Utopia goes digital
Is the real world grating on you, with its wars, overheated summers and incessant Tom Cruise updates? Just hop online and create a digital you that lives in a utopian cyber-realm. There, you can buy a pixilated house on a lake, go ballooning with like-minded souls and even open up a virtual business that delivers real-world cash.
Second Life persona Chandra Page created this unibike to tool around the massively multiplayer online community.
While you're busy processing that, a few more folks are joining Second Life, a growing adult community — woe to anyone who calls it a game — created by Philip Rosedale, the boyish Bay Area techie at the helm of Linden Lab.
"It's a bit like The Matrix," Rosedale says, tapping away at a keyboard as he ushers his avatar — a digital alter ego that can take almost any shape but frequently appears as a buff or buxom humanoid — into Second Life. "We provide the land, and the community builds the actual world, which gives everyone a huge sense of being pioneers in a great experiment."
The appeal of a place like Second Life, a turbocharged version of The Sims, is visceral. It's like being in a hip world that mates Friends with Star Trek, a global coffee klatch where your custom-designed proxy can make eye contact with humans cloaked in digital finery.
Second Life belies the accusation that technology alienates humans from each other: The community is used by two dozen adults with Asperger's syndrome to work on social skills without having to interact face-to-face.
Using avatars to interact online is a booming trend. It was non-existent a decade ago, but today there are an estimated 5 million subscribers worldwide to dozens of massively multiplayer online games, known as MMOGs. With names like World of Warcraft and EverQuest, most challenge players to reach specified goals, usually with some degree of mayhem and derring-do involved.
But Second Life stands apart in a sea of goal-oriented MMOGs. It has no mission other than the same ones found in real life: Look for a nice place to settle down, build a home, start a business and find fun ways to blow off steam. It is remarkable in its simplistic and, yes, scary ability to provide a way to live a parallel life online.
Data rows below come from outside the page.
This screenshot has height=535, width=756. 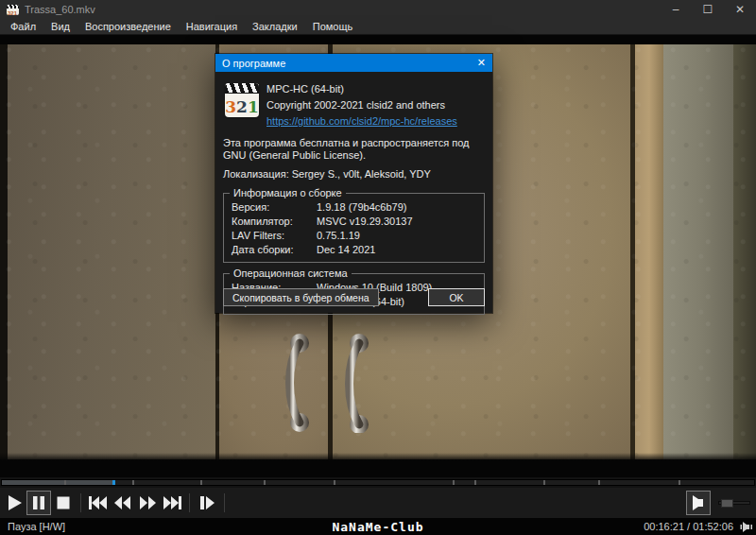 I want to click on window-controls: – ☐ ✕, so click(x=708, y=9). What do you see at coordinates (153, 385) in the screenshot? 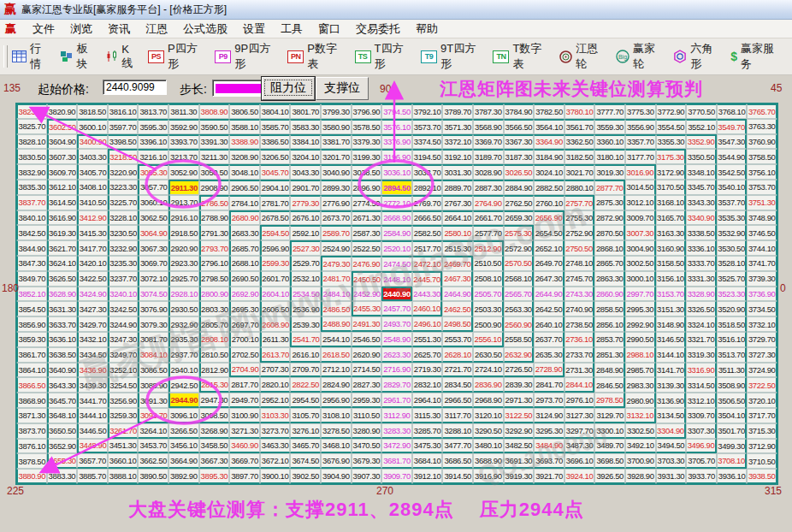
I see `matrix-cell: 3088.90` at bounding box center [153, 385].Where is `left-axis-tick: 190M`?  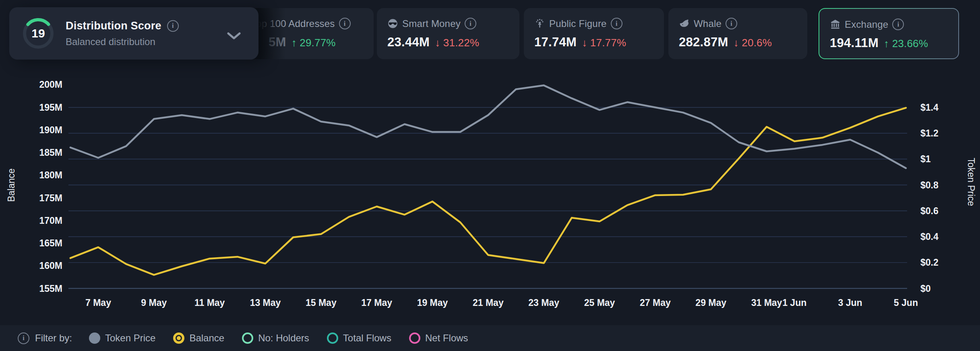
left-axis-tick: 190M is located at coordinates (51, 130).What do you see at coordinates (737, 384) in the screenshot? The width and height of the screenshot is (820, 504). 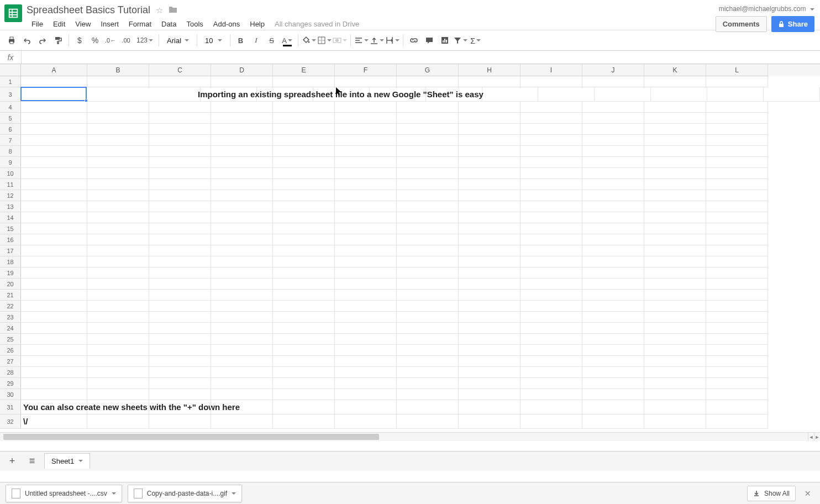 I see `cell-L29` at bounding box center [737, 384].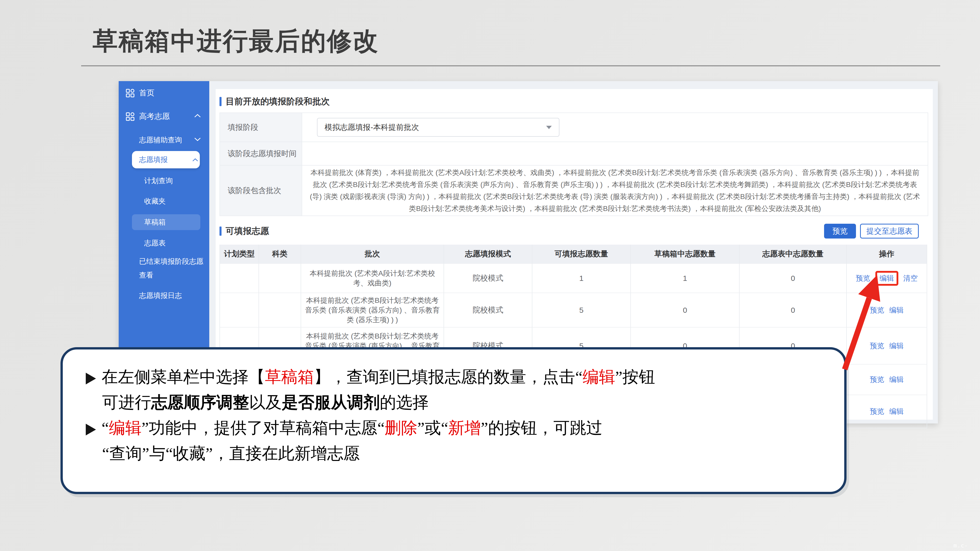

There also is evidence that once people get a taste of Second Life, they're hooked. Mmogchart.com, which tracks online-game statistics, shows sharp drops in activity among MMOGs with gaming at their core once the game has been mastered. But the trend line for Second Life is a steady march north, evidence that people are not only curious about joining a virtual community to just, well, hang out, but they also stay involved once they get there.